Interesting Monroe Team Fun Facts:
44 of these titles went to seniors, 25 to juniors, 13 to sophomores, 2 to freshmen
Only one speaker has ranked in each of his four years at Monroe: Nathaniel Nalam
Just one Monroe speaker has won two championships: Cameron Hovsepian (OPP in 2006, and TI in 2007)
3 Monroe speakers have won 1st at Berkeley: Michecia Jones in DI, who then went on to win the 2003 DI State Championship that year, and Tannaz Noormohammadi in Expos, who then went on to win 2nd at States that year, missing the 2011 championship title by only ONE point, and William Streb, who went on to rank 12th at States that year (would have ranked higher, but experienced an easel malfunction in the sf round, costing him a time violation!)
1 Monroe speaker has ranked 3 times in the same event: Amy Diallo, OA: 9th in 015, 7th in 014, 10th in 013
14 Monroe speakers have ranked twice in the same event:
1. Cheikh Atjh, OPP 14th place 2011; 2012 State Champion!
2. Michecia Jones, DI: 18th place 2002; 2003 State Champion! (Also 1st in DI at Berkeley, ‘03)
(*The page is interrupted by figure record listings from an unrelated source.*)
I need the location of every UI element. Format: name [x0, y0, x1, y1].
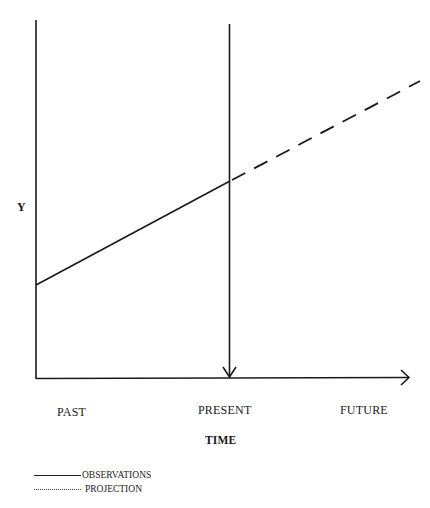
solid-line-swatch-icon: [34, 475, 81, 476]
observations-line: [36, 181, 230, 285]
x-axis: [36, 378, 409, 379]
projection-line: [232, 81, 420, 180]
legend-projection-label: PROJECTION: [85, 484, 142, 494]
x-axis-label: TIME: [205, 434, 236, 446]
legend-observations-label: OBSERVATIONS: [82, 470, 151, 480]
tick-past: PAST: [57, 405, 86, 420]
y-axis-label: Y: [17, 200, 26, 215]
legend-projection: PROJECTION: [34, 484, 142, 494]
legend-observations: OBSERVATIONS: [34, 470, 151, 480]
projection-diagram: [0, 0, 430, 508]
tick-future: FUTURE: [340, 403, 388, 418]
dotted-line-swatch-icon: [34, 489, 81, 490]
tick-present: PRESENT: [198, 403, 251, 418]
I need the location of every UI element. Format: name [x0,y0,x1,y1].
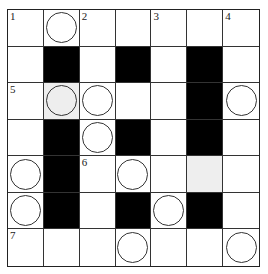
grid-cell[interactable] [80,229,116,266]
clue-number: 7 [10,229,16,241]
black-cell [187,193,223,230]
black-cell [187,47,223,84]
circle-marker-icon [82,122,113,153]
grid-cell[interactable] [151,156,187,193]
grid-cell[interactable] [223,83,259,120]
grid-cell[interactable] [223,120,259,157]
grid-cell[interactable] [116,156,152,193]
circle-marker-icon [82,85,113,116]
grid-cell[interactable]: 1 [8,10,44,47]
circle-marker-icon [226,85,257,116]
clue-number: 6 [82,156,88,168]
clue-number: 3 [153,10,159,22]
grid-cell[interactable] [80,193,116,230]
circle-marker-icon [46,85,77,116]
grid-cell[interactable] [8,156,44,193]
grid-cell[interactable]: 3 [151,10,187,47]
grid-cell[interactable] [151,120,187,157]
crossword-grid: 1234567 [7,9,260,267]
grid-cell[interactable] [8,193,44,230]
black-cell [116,120,152,157]
grid-cell[interactable]: 5 [8,83,44,120]
black-cell [187,83,223,120]
grid-cell[interactable] [151,83,187,120]
clue-number: 2 [82,10,88,22]
black-cell [116,47,152,84]
grid-cell[interactable] [116,229,152,266]
circle-marker-icon [117,232,148,263]
clue-number: 1 [10,10,16,22]
grid-cell[interactable] [8,47,44,84]
black-cell [116,193,152,230]
clue-number: 5 [10,83,16,95]
grid-cell[interactable] [44,10,80,47]
grid-cell[interactable] [80,83,116,120]
grid-cell[interactable] [223,47,259,84]
grid-cell[interactable]: 2 [80,10,116,47]
grid-cell[interactable] [223,229,259,266]
grid-cell[interactable] [116,10,152,47]
clue-number: 4 [225,10,231,22]
black-cell [187,120,223,157]
grid-cell[interactable]: 4 [223,10,259,47]
black-cell [44,47,80,84]
grid-cell[interactable]: 7 [8,229,44,266]
black-cell [44,193,80,230]
grid-cell[interactable] [151,229,187,266]
circle-marker-icon [117,159,148,190]
circle-marker-icon [46,12,77,43]
grid-cell[interactable] [187,156,223,193]
circle-marker-icon [10,195,41,226]
circle-marker-icon [226,232,257,263]
circle-marker-icon [153,195,184,226]
grid-cell[interactable] [44,229,80,266]
grid-cell[interactable] [223,193,259,230]
grid-cell[interactable] [151,47,187,84]
grid-cell[interactable]: 6 [80,156,116,193]
black-cell [44,120,80,157]
grid-cell[interactable] [80,47,116,84]
black-cell [44,156,80,193]
grid-cell[interactable] [8,120,44,157]
grid-cell[interactable] [80,120,116,157]
grid-cell[interactable] [151,193,187,230]
circle-marker-icon [10,159,41,190]
grid-cell[interactable] [187,229,223,266]
grid-cell[interactable] [116,83,152,120]
grid-cell[interactable] [187,10,223,47]
grid-cell[interactable] [44,83,80,120]
grid-cell[interactable] [223,156,259,193]
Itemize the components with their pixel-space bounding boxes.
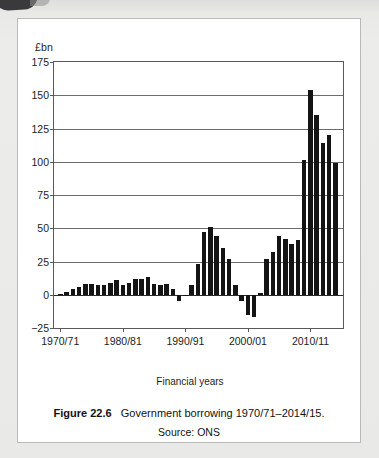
- bar: [239, 295, 244, 302]
- bar: [164, 284, 169, 295]
- bar-series: [54, 62, 343, 328]
- x-tick-label: 1980/81: [104, 335, 142, 347]
- y-axis-unit-label: £bn: [35, 41, 53, 53]
- x-tick-mark: [248, 328, 249, 332]
- bar: [127, 283, 132, 295]
- y-tick-label: 150: [31, 89, 49, 101]
- x-tick-mark: [310, 328, 311, 332]
- plot-area: 1751501251007550250−25 1970/711980/81199…: [53, 61, 344, 329]
- x-tick-label: 1970/71: [41, 335, 79, 347]
- bar: [96, 285, 101, 294]
- bar: [327, 135, 332, 295]
- bar: [83, 284, 88, 295]
- bar: [202, 232, 207, 295]
- bar: [89, 284, 94, 295]
- bar: [196, 264, 201, 295]
- bar: [277, 236, 282, 295]
- bar: [133, 279, 138, 295]
- y-tick-mark: [50, 328, 54, 329]
- bar: [221, 248, 226, 295]
- bar: [114, 280, 119, 295]
- bar: [271, 252, 276, 295]
- bar: [177, 295, 182, 302]
- x-tick-mark: [60, 328, 61, 332]
- x-tick-label: 1990/91: [166, 335, 204, 347]
- bar: [77, 287, 82, 295]
- y-tick-label: 100: [31, 156, 49, 168]
- y-tick-label: −25: [31, 322, 49, 334]
- bar: [283, 239, 288, 295]
- y-tick-label: 25: [37, 256, 49, 268]
- bar: [289, 244, 294, 295]
- bar: [333, 163, 338, 295]
- x-tick-mark: [123, 328, 124, 332]
- x-axis-title: Financial years: [18, 376, 362, 387]
- bar: [264, 259, 269, 295]
- bar: [64, 292, 69, 295]
- y-tick-label: 125: [31, 123, 49, 135]
- bar: [171, 289, 176, 294]
- x-tick-label: 2000/01: [229, 335, 267, 347]
- bar: [158, 285, 163, 294]
- bar: [58, 294, 63, 295]
- bar: [214, 236, 219, 295]
- bar: [314, 115, 319, 295]
- bar: [71, 289, 76, 294]
- bar: [308, 90, 313, 295]
- bar: [258, 293, 263, 294]
- y-tick-label: 75: [37, 189, 49, 201]
- figure-card: £bn 1751501251007550250−25 1970/711980/8…: [17, 18, 361, 443]
- bar: [233, 285, 238, 294]
- figure-source: Source: ONS: [26, 424, 352, 440]
- bar: [183, 295, 188, 296]
- bar: [189, 285, 194, 294]
- bar: [296, 240, 301, 295]
- bar: [152, 284, 157, 295]
- bar: [227, 259, 232, 295]
- bar: [321, 143, 326, 295]
- bar: [102, 285, 107, 294]
- bar: [146, 277, 151, 294]
- y-tick-label: 175: [31, 56, 49, 68]
- bar: [246, 295, 251, 315]
- chart-container: £bn 1751501251007550250−25 1970/711980/8…: [18, 19, 362, 349]
- figure-number: Figure 22.6: [54, 407, 112, 419]
- bar: [139, 279, 144, 295]
- figure-caption: Figure 22.6 Government borrowing 1970/71…: [26, 405, 352, 440]
- x-tick-mark: [185, 328, 186, 332]
- bar: [208, 227, 213, 295]
- figure-caption-text: Government borrowing 1970/71–2014/15.: [121, 407, 325, 419]
- y-tick-label: 0: [43, 289, 49, 301]
- y-tick-label: 50: [37, 222, 49, 234]
- bar: [252, 295, 257, 318]
- x-tick-label: 2010/11: [292, 335, 329, 347]
- bar: [302, 160, 307, 294]
- bar: [121, 285, 126, 294]
- bar: [108, 283, 113, 295]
3. J’me Forrest, OI: 3rd place 2003; 2nd place 2004
4. William Streb, Expos 12th place 2014; 5th place 2015
5. Wanda Pathomrit, DI: 9th place 2003; 3rd place 2005
6. Stephanie Perez, Expos: 11th place in 2006; 4th place in 2007
7. David Sforza, OA: 8th place 2005, 5th place 2006
8. Sophie Etemadi, OO: 6th place 2005; 12th place 2006
9. Ashley Ford, DI: 7th place 2003, 8th place 2004
10. Luke Dorsey, OPP 7th place 2014, 12th place 2013
11. Mane Sardaryan, Expos: 15th place 2004, 7th place 2005
12. Vanessa Hooker, OI 7th place 2004; 10th place 2006
13. Nidia Bautista, OPP: 11th place 2007, 13th place 2008
14. Angelina Finau, DI: 13th place 2011, 16th place 2012
Nine Monroe speakers have ranked multiple times in MORE than one event:
1. Nathaniel Nalam: 14th in OI (‘02), 14th in OPP (‘03), 6th in OPP (‘04), and 11th in DI (‘05)
2. Nassira Nicola: 1st in Expos (1998), 10th in Congress (2000) and 7th in FX (2001)
3. Cameron Hovsepian: 2006 State OPP Champion and 2007 State TI Champion!!
4. Genine Cumba 10th in Expos (2011) and 4th in OA (2013)
5. Sarah Martellaro: 13th in TI (2009) and 5th in DI (2010)
6. Vanessa Cerritos: 5th in Duo (2005) and 13th in HI (2006)
7. Johannah Huynh: 11th in OA (2008) and 7th in OO (2009)
8. Mike Himes: 13th in NX (2007) and 11th in FX (2008)
9. Dani Dichter 17th in Congress (2012) and 16th in NX (2013)
Will You Make It To The Monroe Hall of Fame List?